Michael Hingston
For a lot of people, Russian literature died with Tolstoy and Chekhov, more than a century ago. In fact, pretty well all of the country’s best-known works — Anna Karenina, Crime and Punishment, Dead Souls, etc. — were written during one ludicrously fertile 50-year period in the mid- to late-19th century. A few titles that were suppressed during the Soviet era have also made it out, but almost nothing since then.
This has been my understanding of the situation. But it was nice to hear it confirmed on a recent episode of the Three Percent podcast, which provides an invigorating look at issues in world literature (along with the occasional tirade about baseball). As a potential solution to the Russia dilemma, co-host and publisher Chad W. Post pointed to a book that has since been released by his Open Letter Press: Mikhail Shishkin’s sidewinding 500-page opus Maidenhair.
Post calls it “the best, the most literary book that we’ve ever published,” and endorses Shishkin as Russia’s best bet to win the Nobel Prize in Literature.
If you’re anything like me, your ears just perked up.
Of course, asking any single book to carry the burden of an entire nation is a tall order. So, the first thing to understand is that Maidenhair doesn’t even take place in Russia. Instead, we hover somewhere along the eastern Swiss border, as a series of asylum-seekers try to beg, plead, and lie their way to sanctuary.
Roughly one third of the novel is transcripts from such interviews. Another third is dedicated to the Swiss border official’s interpreter, who writes long, fanciful letters to his estranged child. And the final third is a series of diary entries written by a forgotten Russian singer, about whom the interpreter has been assigned to write a biography.
If that sounds messy, well, you don’t know the half of it. Maidenhair is the most gleefully cut-to-ribbons novel I’ve read since Roberto Bolaño’s The Savage Detectives. It also taps into a vein of storytelling so uncompromising, and so relentlessly pure, that I can’t tell whether I’ll re-read the book 10 times, or never look at it again.
The novel’s plot is intelligible sentence by sentence, but defies any larger coherence. Both the letters and the transcripts keep cannonballing into the absurd, sometimes within a few words. One transcript opens with a bravura 16-page summary of a ridiculously convoluted story about why an asylum seeker has no identification with him — which concludes with him forgetting his briefcase on a train. Everything that precedes this one last lie is so blatantly unnecessary that I laughed out loud. Plus, the reader has already been told that the border official denies everyone entry anyway. For Shishkin, imagination is everything.
His characters will tell you the same thing. “We, you— what’s the difference,” one says to the border official. “After all, everyone’s been switched anyway. You aren’t you. I’m not me. We’re not us. You said yourself that we’re just mitts for stories to put on in winter to keep warm in the cold.”
Elsewhere, the interpreter writes, “What difference does it make who it happened to? It’s always a sure thing. The people here are irrelevant. It’s the stories that can be authentic or not.”
He concludes, “We are what we say.”
The novel’s three sections are only loosely threaded together, but inform one another all the same.
There are recurring symbols and imagery, scenes of quiet heartbreak and brilliant, newly coined curse words (for which equal praise must go to translator Marian Schwartz). Everything bleeds into everything else. It’s rarely less than compelling. The word maidenhair also refers to a genus of ferns, while in the novel God is referred to more than once as “green, green grass”; this one fact threw me into a lengthy— and unsuccessful—online mission to find a connection.
Shishkin himself used to work as an interpreter at the Swiss border, and still lives in Zurich part-time. Yet his presence is hard to find on the page. There’s so much I’d love to ask him about the novel, which won several big prizes in Russia when it was first published in 2005.
My first question: How did you do all this in only three years?
LOCAL AUTHORS MAKE C BC ’ S TOP 10
CBC’s Canada Reads contest, which this year pits different parts of the country against one another, has announced its top 10 entries for each region.
And two of the 10 representing what has been dubbed “Prairies and North” hail from Edmonton: Todd Babiak’s Garneau Block and Wayne Arthurson’s Fall From Grace.
You can vote online at cbc.ca/books/canadareads until 11:59 p.m. ET on Monday, Nov. 12. The Top 5 in each region will be announced on Nov. 14.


What the exercise asks
All of the entries must be reproduced exactly, with no images carried over.

------ Provided entries

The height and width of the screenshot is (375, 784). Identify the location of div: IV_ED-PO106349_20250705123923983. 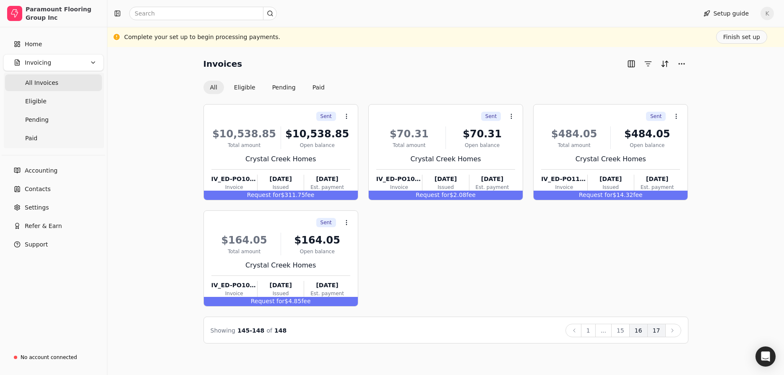
(234, 285).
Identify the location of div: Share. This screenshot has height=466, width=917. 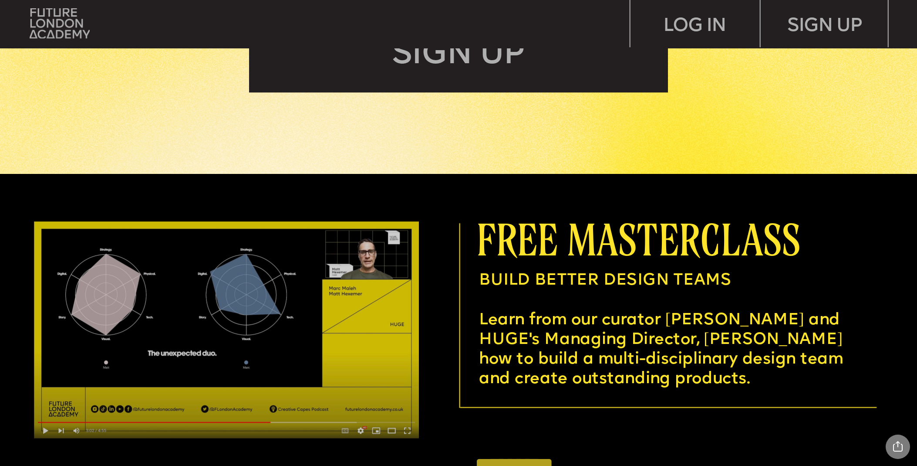
(898, 446).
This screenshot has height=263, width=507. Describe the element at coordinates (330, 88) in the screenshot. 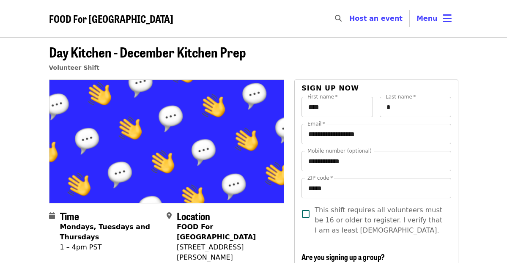

I see `span: Sign up now` at that location.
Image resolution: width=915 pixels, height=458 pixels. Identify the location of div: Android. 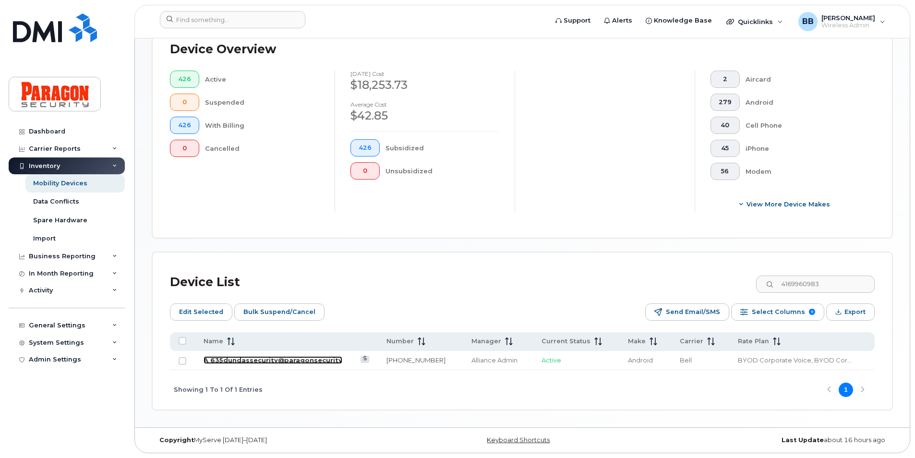
(803, 102).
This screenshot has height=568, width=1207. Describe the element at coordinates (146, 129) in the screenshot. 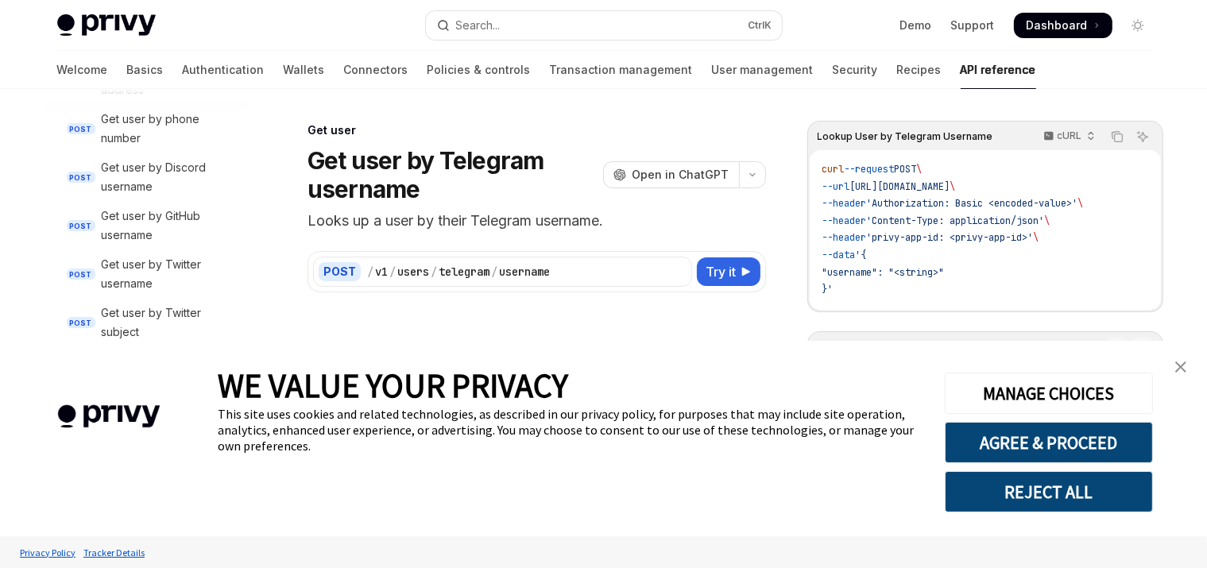

I see `a: POSTGet user by phone number` at that location.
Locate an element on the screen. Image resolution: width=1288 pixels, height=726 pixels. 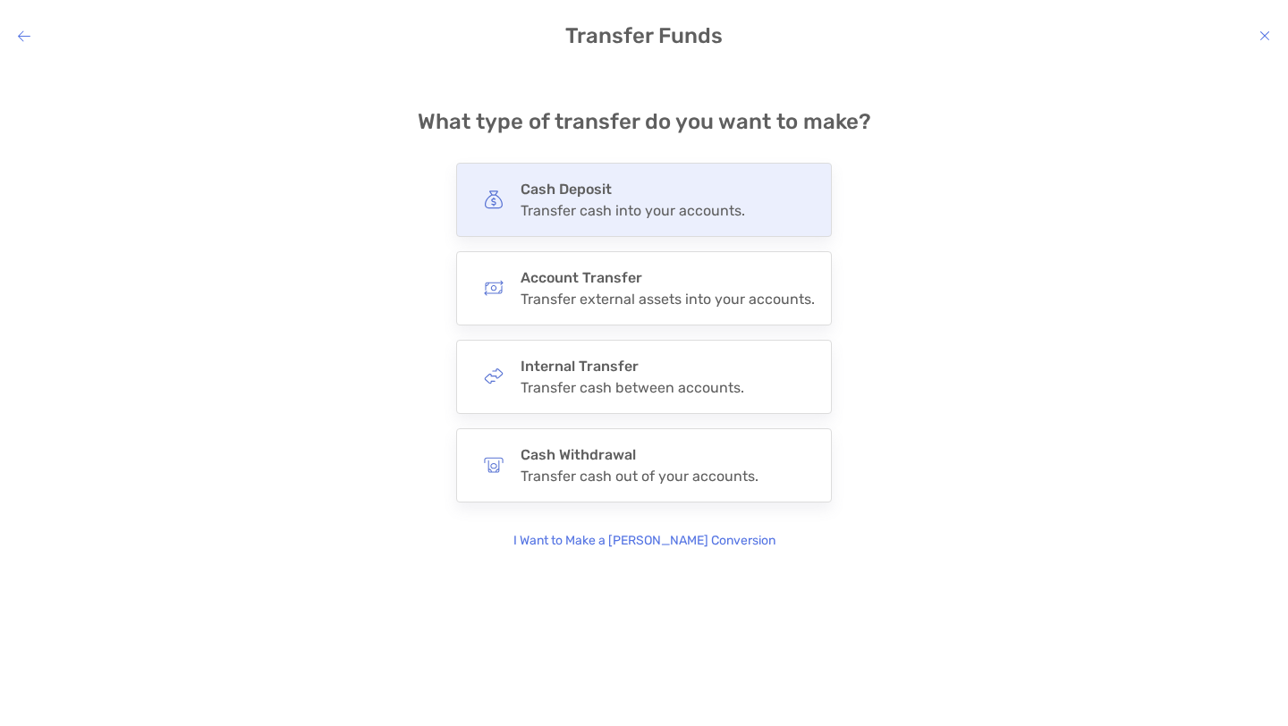
div: Transfer cash between accounts. is located at coordinates (632, 387).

------------

Task result
The height and width of the screenshot is (375, 784). Identify the location of div: IV_ED-PO106349_20250705123923983. 
(234, 285).
Identify the location of div: Share. This screenshot has height=466, width=917. 
(898, 446).
This screenshot has height=263, width=507. Describe the element at coordinates (330, 88) in the screenshot. 

I see `span: Sign up now` at that location.
Image resolution: width=915 pixels, height=458 pixels. Identify the location of div: Android. 
(803, 102).
This screenshot has height=568, width=1207. Describe the element at coordinates (146, 129) in the screenshot. 

I see `a: POSTGet user by phone number` at that location.
Locate an element on the screen. Image resolution: width=1288 pixels, height=726 pixels. 
div: Transfer cash between accounts. is located at coordinates (632, 387).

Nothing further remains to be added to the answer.